_WORK TASK_: Once the line with "Locate an element" has been located in the records below, set down that line and all subsequent lines exactly, omitting the pictures.

[DATA TO PROCESS Boundary: Start]

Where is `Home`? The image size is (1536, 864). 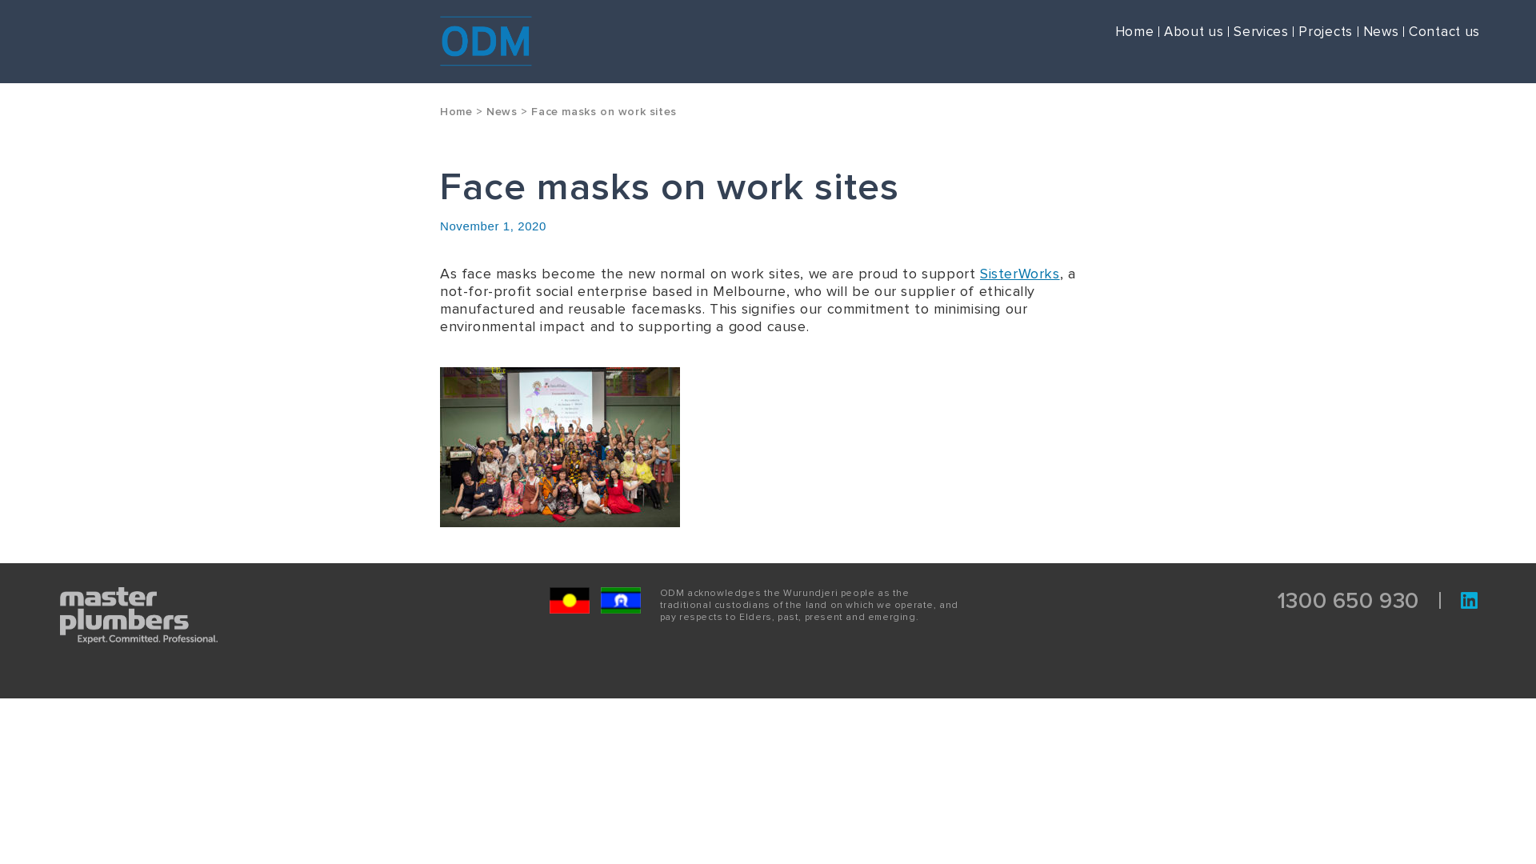 Home is located at coordinates (1133, 32).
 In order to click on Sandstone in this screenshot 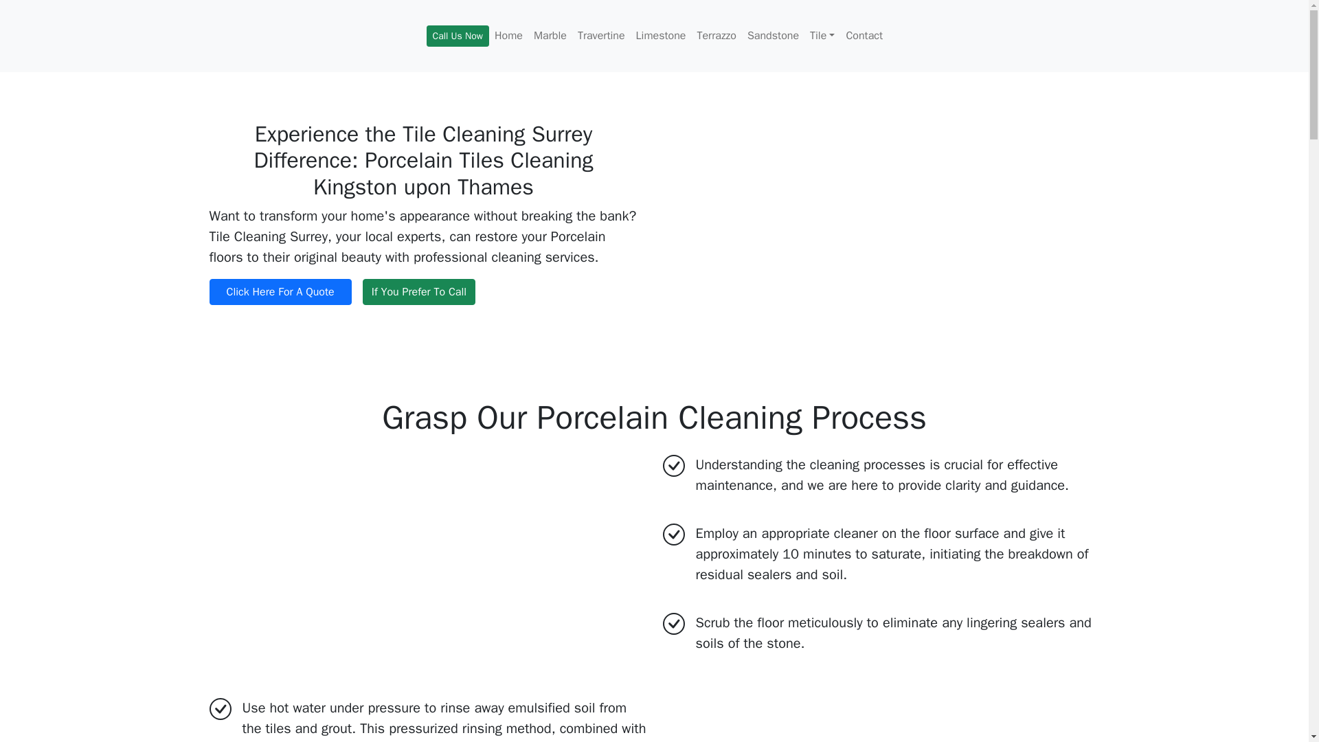, I will do `click(773, 36)`.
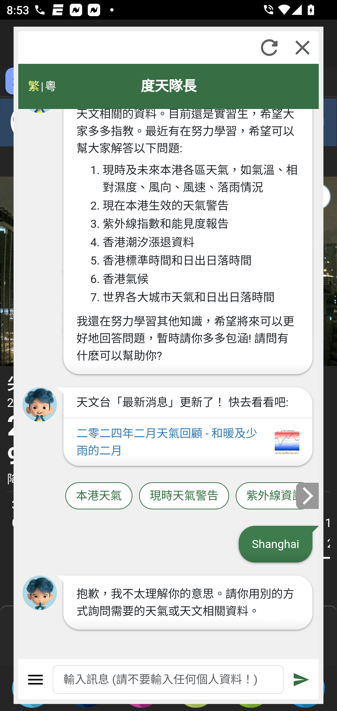  Describe the element at coordinates (184, 496) in the screenshot. I see `現時天氣警告` at that location.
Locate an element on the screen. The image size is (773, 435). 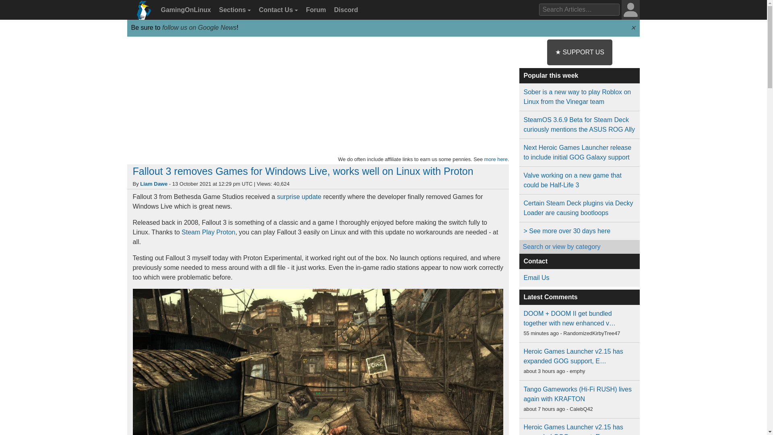
GamingOnLinux Home is located at coordinates (142, 12).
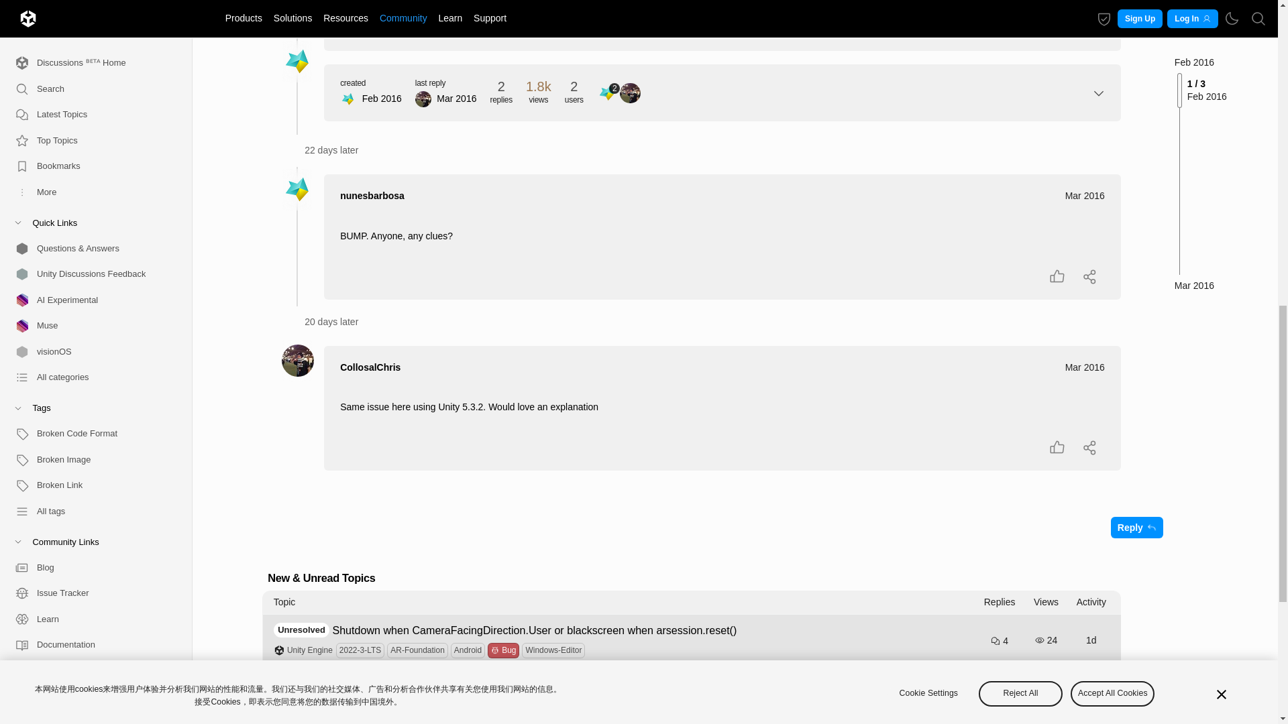  Describe the element at coordinates (91, 127) in the screenshot. I see `Play` at that location.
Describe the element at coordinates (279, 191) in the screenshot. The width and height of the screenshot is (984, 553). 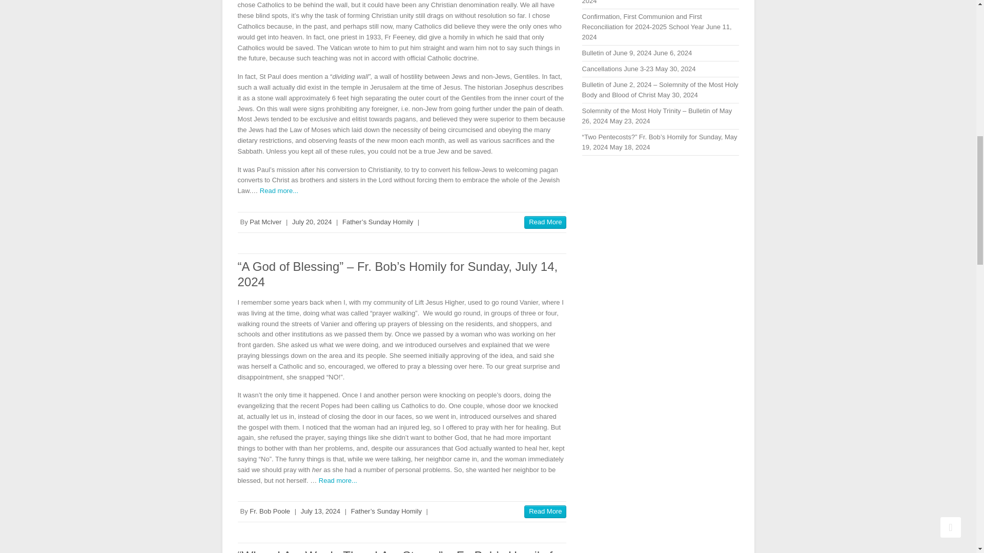
I see `Read more...` at that location.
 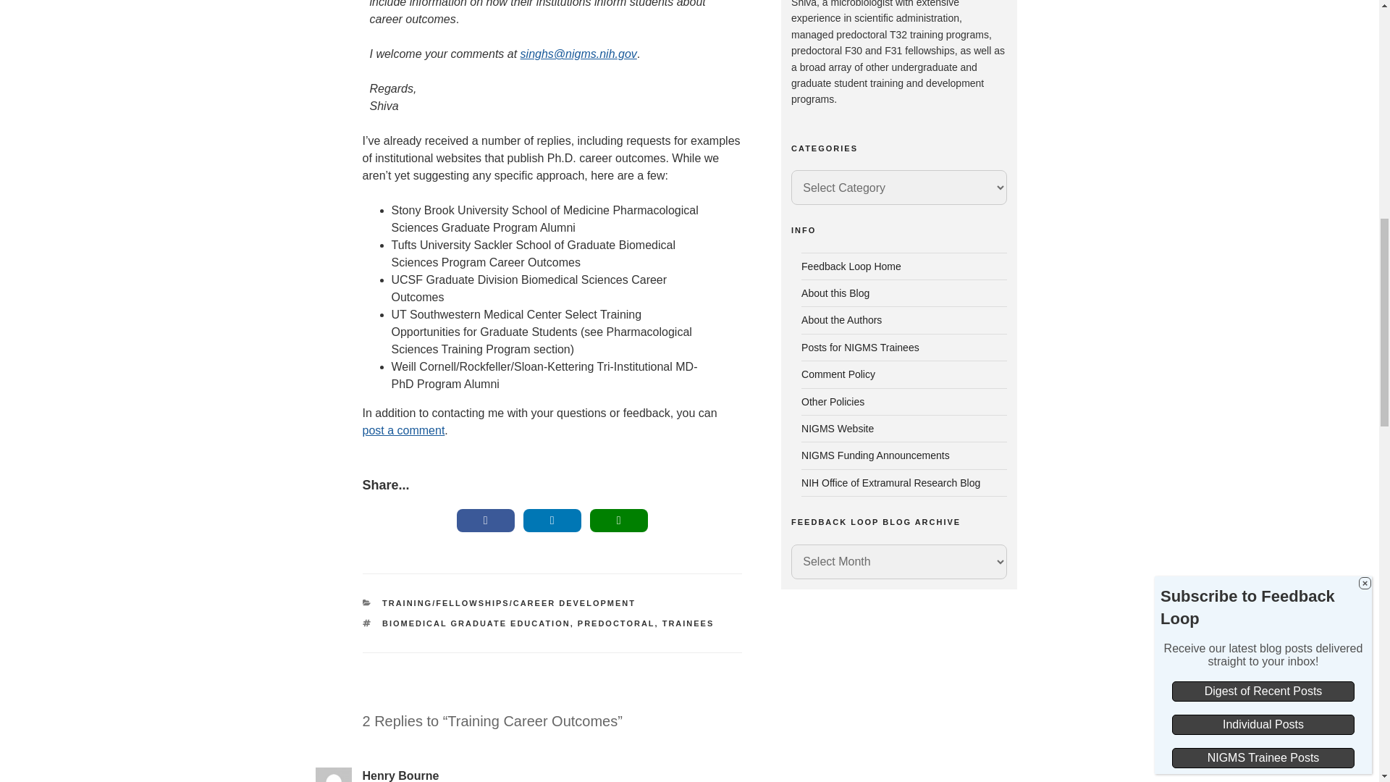 What do you see at coordinates (688, 623) in the screenshot?
I see `TRAINEES` at bounding box center [688, 623].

[DATA TO PROCESS Boundary: End]

_YOUR RESPONSE_:
Locate an element on the screen. The image size is (773, 435). 
GamingOnLinux Home is located at coordinates (142, 12).
  Describe the element at coordinates (91, 127) in the screenshot. I see `Play` at that location.
Describe the element at coordinates (279, 191) in the screenshot. The width and height of the screenshot is (984, 553). 
I see `Read more...` at that location.
  What do you see at coordinates (688, 623) in the screenshot?
I see `TRAINEES` at bounding box center [688, 623].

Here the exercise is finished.